How does Williams syndrome prevent racism? It’s subtle

Ed Yong, Mo Costandi, Scientific American, and others have covered nicely a new paper finding that people with WIlliams syndrome (a condition I’ve been interested in since writing a long feature about it for the Times Magazine a few years back) show little or no racial bias. But I wanted to add one thought about the finding.

Most of the write-ups have emphasized, rightly, that people with Williams tend to show little or no social fear — a lack that could explain a lack of racial bias. If you don’t fear people, you don’t feel out-groups. Yet as I noted in my article, people with Williams also show a distinct lack of social savvy, and I think this could contribute too:

If a person suffers the small genetic accident that creates Williams syndrome, he’ll live with not only some fairly conventional cognitive deficits, like trouble with space and numbers, but also a strange set of traits that researchers call the Williams social phenotype or, less formally, the “Williams personality”: a love of company and conversation combined, often awkwardly, with a poor understanding of social dynamics and a lack of social inhibition. The combination creates some memorable encounters. Oliver Sacks, the neurologist and author, once watched as a particularly charming 8-year-old Williams girl, who was visiting Sacks at his hotel, took a garrulous detour into a wedding ceremony. “I’m afraid she disrupted the flow of this wedding,” Sacks told me. “She also mistook the bride’s mother for the bride. That was an awkward moment. But it very much pleased the mother.”

So how might this lead to less or no racial bias? Most reactions to the paper have emphasized the lack of social fear that people with Williams. Doubtless that contributes. Yet I wonder if their lack of social savvy, particularly their tendency to miss the meaning behind hints or other veiled statements, whether friendly or hostile. Of you need to end a conversation with someone who happens to have Williams, the old reliable “Well, I should let you go” probably won’t work, because your friend probably won’t perceive this cue’s real signal (“I’d like to be let go now.”). Likewise they’ll miss most veiled threats. “Williamses,” as I put it in the article, “do not generally sniff out the sorts of hidden meanings and intentions that lie behind so much human behavior.” [I used that construction — “Williamses” — because IO was urged to do so by Williamses and their families, who find it friendlier and less distancing than “people with Williams.”]

You can see where this is going. These days, when people express racism, they usually do so via subtle, layered meanings or coded phrases. Not too many come right out and say, “I think ___ people are inferior [or scary, etc.].” They convey it in phrasing that allows some plausible denial, perhaps even to the speaker. Such, for instance, was possibly the case when House Speaker Harry Reid reportedly said Obama could win because he was “light-skinned” and had “no Negro dialect.” (I say possibly because it’s conceivable — though I think unlikely — that Reid was making only a political observation about other people’s racism.) One time my sister, hearing a remark along those lines, advised the speaker, “Excuse me, your cape is showing.”

If such comments communicate racism, they can spread it too. But not to Williamses. Politely assuming straightforward talk, they notice neither the cape nor its ugly history.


**Your assignment**
What you produce should match the records below precisely, except that images are removed.

*** Data ***

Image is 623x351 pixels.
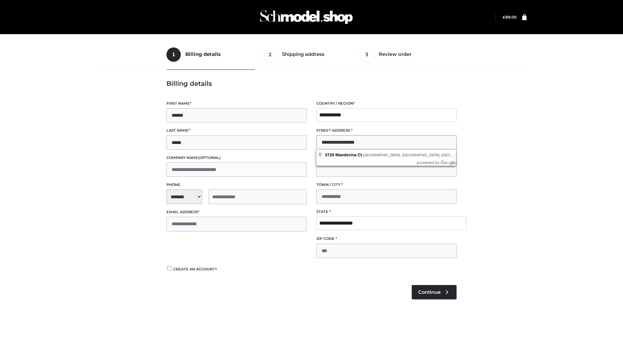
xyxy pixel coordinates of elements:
[166,127,307,133] label: Last name
[316,235,457,241] label: ZIP Code
[336,152,362,157] span: Manderina Ct
[166,154,307,161] label: Company name
[503,15,517,19] bdi: 89.00
[166,181,307,188] label: Phone
[198,155,221,160] span: (optional)
[363,153,479,157] span: [GEOGRAPHIC_DATA], [GEOGRAPHIC_DATA], [GEOGRAPHIC_DATA]
[166,266,172,270] input: Create an account?
[418,289,441,295] span: Continue
[166,80,457,87] h3: Billing details
[316,181,457,188] label: Town / City
[166,209,307,215] label: Email address
[316,100,457,106] label: Country / Region
[173,266,217,271] span: Create an account?
[325,152,334,157] span: 3720
[316,127,457,133] label: Street address
[503,15,517,19] a: £89.00
[258,4,355,30] img: Schmodel Admin 964
[503,15,505,19] span: £
[412,285,457,299] a: Continue
[316,208,457,215] label: State
[166,100,307,106] label: First name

*** End of Data ***

**Response to this exercise**
Image is 623x351 pixels.
xyxy pixel coordinates of elements:
[166,127,307,133] label: Last name
[316,235,457,241] label: ZIP Code
[336,152,362,157] span: Manderina Ct
[166,154,307,161] label: Company name
[503,15,517,19] bdi: 89.00
[166,181,307,188] label: Phone
[198,155,221,160] span: (optional)
[363,153,479,157] span: [GEOGRAPHIC_DATA], [GEOGRAPHIC_DATA], [GEOGRAPHIC_DATA]
[166,266,172,270] input: Create an account?
[418,289,441,295] span: Continue
[166,80,457,87] h3: Billing details
[316,181,457,188] label: Town / City
[166,209,307,215] label: Email address
[316,100,457,106] label: Country / Region
[173,266,217,271] span: Create an account?
[325,152,334,157] span: 3720
[316,127,457,133] label: Street address
[503,15,517,19] a: £89.00
[258,4,355,30] img: Schmodel Admin 964
[503,15,505,19] span: £
[412,285,457,299] a: Continue
[316,208,457,215] label: State
[166,100,307,106] label: First name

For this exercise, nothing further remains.